IN CALM BEFORE THE STORM, NJ BALLET SHINES AT CENTENARY

Us at Catoberfest 1By Sheila Abrams

Offering a welcome opportunity to escape from both dire weather warnings and political cacophony, New Jersey Ballet made its annual autumn visit to the Sitnik Theatre at Centenary College in Hackettstown with a richly varied Halloween-themed program called Ghosts of the Ballet.

The Livingston-based company is about as international in its personnel as the UN—and the dancers illustrate an ability to work together in spite of their differences that should serve as a model. The program, consisting of five pieces, showed off the variety of both the company’s repertoire and its dancers’ talents.

Death and the Maiden, choreographer Robert North’s interpretation of Franz Schubert’s Quartet No. 14 in D Minor of the same name, has held a unique position in the company’s repertoire for years. The work spans the divide between ballet and modern dance, with the influence of Martha Graham evident. The five women are wearing soft shoes and long, flowing dresses, the movements of which echo the movements of their legs.
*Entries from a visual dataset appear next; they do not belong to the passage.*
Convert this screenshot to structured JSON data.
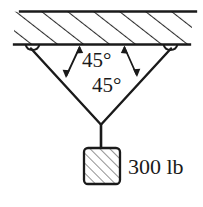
{
  "figure": {
    "background_color": "#ffffff",
    "line_color": "#1a1a1a",
    "hatch_color": "#2b2b2b"
  },
  "ceiling": {
    "name": "hatched support ceiling",
    "hatch_direction": "up-right",
    "hatch_count": 11
  },
  "supports": [
    {
      "name": "left-eyelet",
      "x": 32,
      "y": 45
    },
    {
      "name": "right-eyelet",
      "x": 170,
      "y": 45
    }
  ],
  "cables": [
    {
      "name": "left-cable",
      "from": "left-eyelet",
      "to": "junction"
    },
    {
      "name": "right-cable",
      "from": "right-eyelet",
      "to": "junction"
    },
    {
      "name": "vertical-cable",
      "from": "junction",
      "to": "block"
    }
  ],
  "angles": [
    {
      "id": "angle-left",
      "label": "45°",
      "value": 45,
      "unit": "degrees",
      "measured_between": "ceiling and left cable"
    },
    {
      "id": "angle-right",
      "label": "45°",
      "value": 45,
      "unit": "degrees",
      "measured_between": "ceiling and right cable"
    }
  ],
  "block": {
    "name": "suspended block",
    "hatch_direction": "up-right",
    "weight_label": "300 lb",
    "weight_value": 300,
    "weight_unit": "lb"
  }
}
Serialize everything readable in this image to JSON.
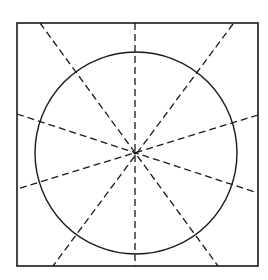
{
  "diagram": {
    "type": "geometric-construction",
    "colors": {
      "background": "#ffffff",
      "stroke": "#1a1a1a"
    },
    "square": {
      "x1": 17,
      "y1": 23,
      "x2": 258,
      "y2": 266
    },
    "circle": {
      "cx": 136,
      "cy": 153,
      "r": 101
    },
    "center": {
      "x": 135,
      "y": 153
    },
    "dashed_lines": [
      {
        "name": "vertical",
        "x1": 135,
        "y1": 23,
        "x2": 135,
        "y2": 266
      },
      {
        "name": "steep-left",
        "x1": 40,
        "y1": 23,
        "x2": 218,
        "y2": 266
      },
      {
        "name": "steep-right",
        "x1": 233,
        "y1": 24,
        "x2": 53,
        "y2": 266
      },
      {
        "name": "shallow-left",
        "x1": 17,
        "y1": 114,
        "x2": 258,
        "y2": 193
      },
      {
        "name": "shallow-right",
        "x1": 258,
        "y1": 115,
        "x2": 17,
        "y2": 189
      }
    ]
  }
}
In the story, a young girl, frolicking with her friends, is singled out from the group by a new partner. Dressed in black, his identity is never in question. Though she resists his advances, they are as seductive as they are controlling. A female friend tries to draw her back into life, but the dark partner has already staked his claim. The friend walks off. The girl ends up limp in the partner’s arms.

This powerful piece is of course defined by the exquisite score, music of a serious nature that rarely is heard at the ballet. Leonid Flegmatov filled the role of the dreaded partner with subtle authority, at the same time lover and killer. Christina Theryoung-Neira was superb as the hapless maiden, and company apprentice Carmen Gonzalez was surprisingly strong and precise as the friend.
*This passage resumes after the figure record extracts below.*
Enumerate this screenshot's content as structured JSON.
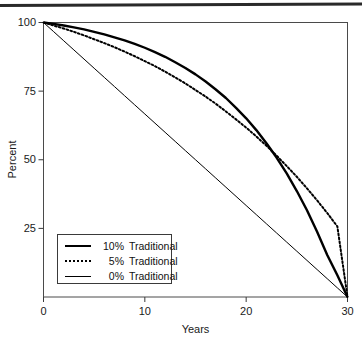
{
  "figure": {
    "background": "#ffffff",
    "ink": "#000000",
    "page_rule": "horizontal-rule"
  },
  "chart_data": {
    "type": "line",
    "title": "",
    "subtitle": "",
    "xlabel": "Years",
    "ylabel": "Percent",
    "xlim": [
      0,
      30
    ],
    "ylim": [
      0,
      100
    ],
    "xticks": [
      0,
      10,
      20,
      30
    ],
    "xticklabels": [
      "0",
      "10",
      "20",
      "30"
    ],
    "yticks": [
      25,
      50,
      75,
      100
    ],
    "yticklabels": [
      "25",
      "50",
      "75",
      "100"
    ],
    "grid": false,
    "frame": "box",
    "legend_position": "lower-left",
    "x": [
      0,
      1,
      2,
      3,
      4,
      5,
      6,
      7,
      8,
      9,
      10,
      11,
      12,
      13,
      14,
      15,
      16,
      17,
      18,
      19,
      20,
      21,
      22,
      23,
      24,
      25,
      26,
      27,
      28,
      29,
      30
    ],
    "series": [
      {
        "name": "10% Traditional",
        "rate": "10%",
        "style": "thick-solid",
        "color": "#000000",
        "values": [
          100.0,
          99.5,
          98.9,
          98.2,
          97.5,
          96.6,
          95.7,
          94.6,
          93.5,
          92.2,
          90.8,
          89.2,
          87.5,
          85.5,
          83.4,
          81.1,
          78.5,
          75.6,
          72.5,
          68.9,
          65.1,
          60.8,
          56.0,
          50.8,
          45.0,
          38.6,
          31.6,
          23.8,
          15.3,
          7.9,
          0.0
        ]
      },
      {
        "name": "5% Traditional",
        "rate": "5%",
        "style": "dotted",
        "color": "#000000",
        "values": [
          100.0,
          98.9,
          97.8,
          96.6,
          95.3,
          93.9,
          92.5,
          91.0,
          89.4,
          87.7,
          85.9,
          84.1,
          82.1,
          80.0,
          77.8,
          75.4,
          73.0,
          70.4,
          67.6,
          64.7,
          61.7,
          58.5,
          55.1,
          51.5,
          47.7,
          43.8,
          39.6,
          35.2,
          30.6,
          25.7,
          0.0
        ]
      },
      {
        "name": "0% Traditional",
        "rate": "0%",
        "style": "thin-solid",
        "color": "#000000",
        "values": [
          100.0,
          96.67,
          93.33,
          90.0,
          86.67,
          83.33,
          80.0,
          76.67,
          73.33,
          70.0,
          66.67,
          63.33,
          60.0,
          56.67,
          53.33,
          50.0,
          46.67,
          43.33,
          40.0,
          36.67,
          33.33,
          30.0,
          26.67,
          23.33,
          20.0,
          16.67,
          13.33,
          10.0,
          6.67,
          3.33,
          0.0
        ]
      }
    ]
  },
  "legend": {
    "items": [
      {
        "pct": "10%",
        "label": "Traditional"
      },
      {
        "pct": "5%",
        "label": "Traditional"
      },
      {
        "pct": "0%",
        "label": "Traditional"
      }
    ]
  },
  "axes": {
    "y_tick_labels": [
      "100",
      "75",
      "50",
      "25"
    ],
    "x_tick_labels": [
      "0",
      "10",
      "20",
      "30"
    ],
    "x_title": "Years",
    "y_title": "Percent"
  }
}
Edgar Allan Poe’s The Raven is such an integral part of the American psyche that we hardly ever stop to ask what it so scary about it. A man, called the narrator, sits dreaming of his lost, presumably dead, love, Lenore, when a big black bird knocks at his door and comes in. What is it there for? To tell the writer that he will see Lenore “nevermore?” Well, he already knows that. And how come the bird can talk? (These questions all arose in my seventh grade class in The Bronx, N.Y., after the class visited Poe Cottage, where the poet once lived, and read the poem.)

In any case, it makes a good framework for a spooky ballet, choreographed by David Fernandez to a musical score by Elliott Goldenthol. Kerry Mara Cox was an ethereal Lenore, boureeing across the stage as if she were floating. Junio Teixeira was a handsome “narrator” and Albert Davydov, in a mostly crouched position, conveyed a sense of madness and menace.

The evening closed felicitously with a supremely entertaining piece, Masquerade, choreographed by Bettijane Sills to a familiar and luxuriously danceable score by Aram Khachaturian. Sills, who studied with and danced for Balanchine at New York City Ballet, shows his influence in this wonderful work.

Backed up by a corps of eight women, gorgeously dressed in many-hued tulle-skirted ball gowns, three women dance with and seemingly compete for two tail-coated men. Two of the women, Elisa Toro Franky and Ana Luiza Luizi, flirt from behind masks, trading partners in a light-hearted way. But, if there is a menace here, it comes in the form of the third woman, a temptress, perhaps a threat. She could easily steal a male heart or two, as danced by Ekaterina Smurova. The two men, elegant in black tie, were Oliver Beres and Martin Vignolo, both new to NJ Ballet this season.

A nod here has to go to Myra Tang, the company’s Wardrobe Mistress, who designed the gorgeous costumes. The layers of colored and black tulle in the skirts that move so fluidly with the dance add a great deal to the success of the piece.

The program began with two classics, The Kingdom of the Shades from La Bayadere and The Black Swan Pas de Deux.

New Jersey Ballet will be at the Mayo Center in Morristown next Saturday evening with a George Balanchine-Jerome Robbins program.